We're still in the design phase, and plan to have a pro design a radiant system for our home. It will be a 36'x75' home, situated with a long side facing directly south. Lots of glazing will provide heat to the south half of an insulated slab on grade. I'm curious about the interaction of the hot water and the half of the slab with solar input. The floorplan has large, open areas that span the full width of the house (north to south). I think we need three zones: master suite/sitting area (runs N to S full width), living/kitchen (runs N to S full width), and everything else (2nd and 3rd BR, utility, sewing, laundry, chopped up into small spaces). I know that the circuit lengths will need to be balanced, and there will be other considerations, but I'd like to hear your thoughts.

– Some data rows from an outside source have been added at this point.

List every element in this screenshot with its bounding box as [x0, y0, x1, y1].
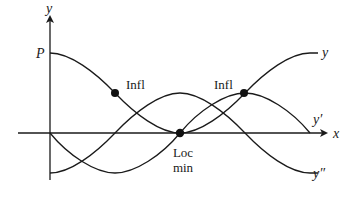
- derivative-diagram: y x P y y′ y″ Infl Infl Loc min: [0, 0, 345, 203]
- inflection-point-right: [240, 89, 248, 97]
- x-axis-label: x: [332, 126, 340, 141]
- label-loc: Loc: [173, 145, 193, 160]
- p-label: P: [35, 46, 45, 61]
- label-infl-right: Infl: [214, 77, 233, 92]
- label-min: min: [173, 160, 194, 175]
- label-y-prime: y′: [311, 112, 323, 127]
- y-axis-label: y: [44, 1, 53, 16]
- local-min-point: [176, 129, 184, 137]
- inflection-point-left: [111, 89, 119, 97]
- label-y-double-prime: y″: [311, 166, 325, 181]
- label-infl-left: Infl: [126, 77, 145, 92]
- label-y: y: [320, 45, 329, 60]
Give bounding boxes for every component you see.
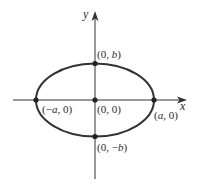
point-origin [92,97,97,102]
x-axis-label: x [179,99,186,113]
ellipse-diagram: x y (0, b) (0, 0) (−a, 0) (a, 0) (0, −b) [0,0,199,187]
point-right [151,97,156,102]
y-axis-label: y [82,7,89,21]
point-left [33,97,38,102]
label-right: (a, 0) [154,109,178,122]
label-bottom: (0, −b) [97,141,127,154]
point-bottom [92,134,97,139]
point-top [92,61,97,66]
label-left: (−a, 0) [42,103,72,116]
label-top: (0, b) [97,48,121,61]
label-origin: (0, 0) [97,103,121,116]
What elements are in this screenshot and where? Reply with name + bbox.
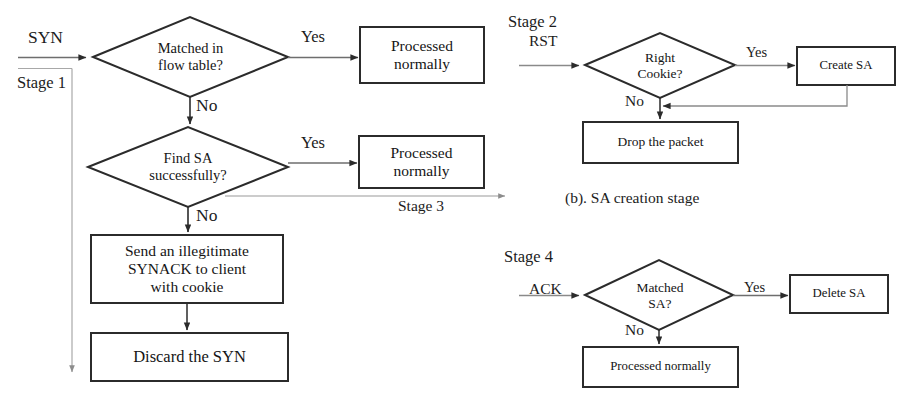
decision-right-cookie-label: Right Cookie?: [605, 45, 715, 87]
decision2-yes-label: Yes: [301, 134, 325, 151]
box-send-synack-label: Send an illegitimate SYNACK to client wi…: [93, 237, 281, 301]
stage2-label: Stage 2: [508, 13, 557, 30]
ack-input-label: ACK: [529, 281, 562, 297]
stage3-label: Stage 3: [398, 198, 444, 214]
panel-b-caption: (b). SA creation stage: [565, 190, 699, 206]
box-processed-normally-3-label: Processed normally: [585, 348, 736, 385]
box-processed-normally-2-label: Processed normally: [361, 137, 482, 187]
decision1-no-label: No: [196, 96, 217, 114]
decision2-no-label: No: [196, 206, 217, 224]
cookie-no-label: No: [625, 93, 644, 109]
box-create-sa-label: Create SA: [799, 48, 893, 83]
stage1-label: Stage 1: [17, 74, 66, 91]
rst-input-label: RST: [529, 33, 557, 49]
box-processed-normally-1-label: Processed normally: [362, 29, 482, 81]
decision-matched-sa-label: Matched SA?: [605, 276, 715, 316]
create-sa-feedback-arrow: [663, 85, 847, 106]
decision1-yes-label: Yes: [301, 28, 325, 45]
stage1-bracket: [18, 69, 72, 373]
syn-input-label: SYN: [28, 28, 63, 46]
flowchart-figure: SYN Stage 1 Matched in flow table? Yes P…: [0, 0, 920, 412]
stage4-label: Stage 4: [504, 248, 553, 265]
cookie-yes-label: Yes: [746, 45, 767, 60]
matched-sa-yes-label: Yes: [744, 280, 765, 295]
decision-matched-flow-table-label: Matched in flow table?: [118, 31, 263, 83]
decision-find-sa-label: Find SA successfully?: [118, 141, 258, 193]
matched-sa-no-label: No: [625, 322, 644, 338]
box-discard-syn-label: Discard the SYN: [93, 334, 286, 380]
box-drop-packet-label: Drop the packet: [585, 123, 736, 161]
box-delete-sa-label: Delete SA: [792, 276, 886, 311]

It seems to me there are three ways to approach this:
1. A north-side zone and and south-side zone, with separate in-slab temperature sensors. I'd expect that the north side would demand more hot water than the south side on sunny days. Might end up doubling the number of zones.
2. Allow the 3 zones to follow the floorplan, and run the width of the house. Hot water would enter the zone at the north side, hopefully losing more energy into the cooler half of the slab.
3. Allow the 3 zones to follow the floorplan, but supply the heated water to the south side of the zone. Excess energy from the south side would be moved to the cooler north side.
I can see pros and cons for each. Any thoughts or experience out there? Which option would you use?